How to hash with ed25519-donna

I apologize for asking somewhat of a programming question, but I want to be sure I'm properly using this library cryptographically.
I have managed to implement ed25519-donna except for hashing the data for a signature.
As far as I can tell, this is the function that hashes data:
void ed25519_hash(uint8_t *hash, const uint8_t *in, size_t inlen);
but I can't figure out what *hash is. I'm fairly certain that *in and inlen are the data to be hashed and its length.
Is it something specific to SHA512?
How can one hash with ed25519-donna?
Program hangs
I've compiled with ed25519-donna-master/ed25519.o and the OpenSSL flags -lssl -lcrypto. The key generation, signing, and verification functions work as expected.
It's running without error, but the application hangs on these lines, and the cores are not running at 100%, so I don't think it's busy processing:
extern "C"
{
#include "ed25519-donna-master/ed25519.h"
#include "ed25519-donna-master/ed25519-hash.h"
}
#include <openssl/rand.h>
unsigned char* hash;
const unsigned char* in = convertStringToUnsignedCharStar( myString );
std::cout << in << std::endl;
std::cout << "this is the last portion output and 'in' outputs correctly" << std::endl;
ed25519_hash(hash, in, sizeof(in) );
std::cout << hash << std::endl;
std::cout << "this is never output" << std::endl;
How can this code be modified so that ed25519_hash can function? It works the same way regardless of whether hash and in are unsigned char* or uint8_t*s.
For uint8_t*, I used this code:
uint8_t* hash;
const uint8_t* in = reinterpret_cast<const uint8_t*>(myString.c_str());
“…but I can't figure out what *hash is.”
That uint8_t *hash is the buffer (unsigned char*) that will contain the resulting hash after you called the function.
So, you're looking at a function that expects 3 parameters (also known as arguments):
an uint8_t * buffer to hold the resulting hash,
the input data to be hashed,
the length of the input data to be hashed.
“Is it something specific to SHA512?”
Nope, it's regular C source. But I think you’re a bit confused by the documentation. It states…

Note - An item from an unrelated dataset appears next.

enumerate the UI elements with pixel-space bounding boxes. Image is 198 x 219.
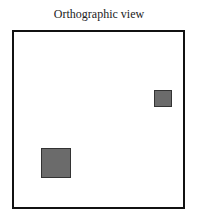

If you are not compiling against OpenSSL, you will need a hash function.
…
To use a custom hash function, use -DED25519_CUSTOMHASH
when compiling ed25519.c and put your custom hash implementation
in ed25519-hash-custom.h. The hash must have a 512bit digest and
implement
…
void ed25519_hash(uint8_t *hash, const uint8_t *in, size_t inlen);
So, unless you are not compiling against OpenSSL and implementing your own hash function, you won't be needing this function. Looking at your code, you are compiling against OpenSSL, which means you're playing with the wrong function.

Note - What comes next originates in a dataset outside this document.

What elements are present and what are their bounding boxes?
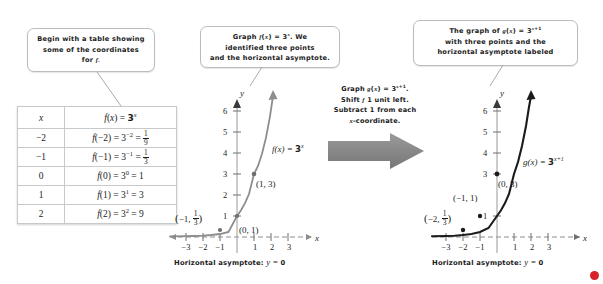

“How can one hash with ed25519-donna?”
By using the provided functionality the library offers.
Your question makes me wonder if you scrolled down to the “Usage” part of the readme, because it completely answers your question and tells you what functions to use.

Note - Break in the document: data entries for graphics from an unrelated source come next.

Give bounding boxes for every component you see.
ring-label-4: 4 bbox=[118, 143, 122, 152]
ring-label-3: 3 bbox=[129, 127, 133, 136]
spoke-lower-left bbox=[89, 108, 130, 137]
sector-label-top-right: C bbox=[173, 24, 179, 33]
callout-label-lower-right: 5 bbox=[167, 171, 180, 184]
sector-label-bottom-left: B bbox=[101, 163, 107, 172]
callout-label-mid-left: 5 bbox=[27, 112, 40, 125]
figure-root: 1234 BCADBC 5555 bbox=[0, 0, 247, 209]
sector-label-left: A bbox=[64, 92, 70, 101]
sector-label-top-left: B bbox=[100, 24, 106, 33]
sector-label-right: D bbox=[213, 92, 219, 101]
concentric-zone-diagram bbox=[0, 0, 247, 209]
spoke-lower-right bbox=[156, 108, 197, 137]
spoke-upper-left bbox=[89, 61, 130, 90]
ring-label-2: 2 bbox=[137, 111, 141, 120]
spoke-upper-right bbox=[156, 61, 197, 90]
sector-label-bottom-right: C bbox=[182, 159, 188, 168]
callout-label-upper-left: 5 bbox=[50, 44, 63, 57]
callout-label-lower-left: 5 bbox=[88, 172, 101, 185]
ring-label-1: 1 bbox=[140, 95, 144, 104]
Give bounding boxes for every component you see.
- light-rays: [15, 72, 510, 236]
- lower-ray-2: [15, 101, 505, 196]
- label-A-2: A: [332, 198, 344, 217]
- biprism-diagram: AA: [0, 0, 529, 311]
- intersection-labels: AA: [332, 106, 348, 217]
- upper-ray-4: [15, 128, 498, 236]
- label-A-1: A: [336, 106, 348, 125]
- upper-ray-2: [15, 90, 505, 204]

For your convenience, let me point you to the part of the documentation you need to follow and where you find the functions you need to hash, sign, verify etc. using ed25519-donna:
To use the code, link against ed25519.o -mbits and:
#include "ed25519.h"
Add -lssl -lcrypto when using OpenSSL (Some systems don't
need -lcrypto? It might be trial and error).
To generate a private key, simply generate 32 bytes from a secure cryptographic source:
ed25519_secret_key sk;
randombytes(sk, sizeof(ed25519_secret_key));
To generate a public key:
ed25519_public_key pk;
ed25519_publickey(sk, pk);
To sign a message:
ed25519_signature sig;
ed25519_sign(message, message_len, sk, pk, signature);
To verify a signature:
int valid = ed25519_sign_open(message, message_len, pk, signature) == 0;
To batch verify signatures:
const unsigned char *mp[num] = {message1, message2..}
size_t ml[num] = {message_len1, message_len2..}
const unsigned char *pkp[num] = {pk1, pk2..}
const unsigned char *sigp[num] = {signature1, signature2..}
int valid[num]
/* valid[i] will be set to 1 if the individual signature was valid, 0 otherwise */
int all_valid = ed25519_sign_open_batch(mp, ml, pkp, sigp, num, valid) == 0;
…
As you see, it's all in there… just follow the documentation.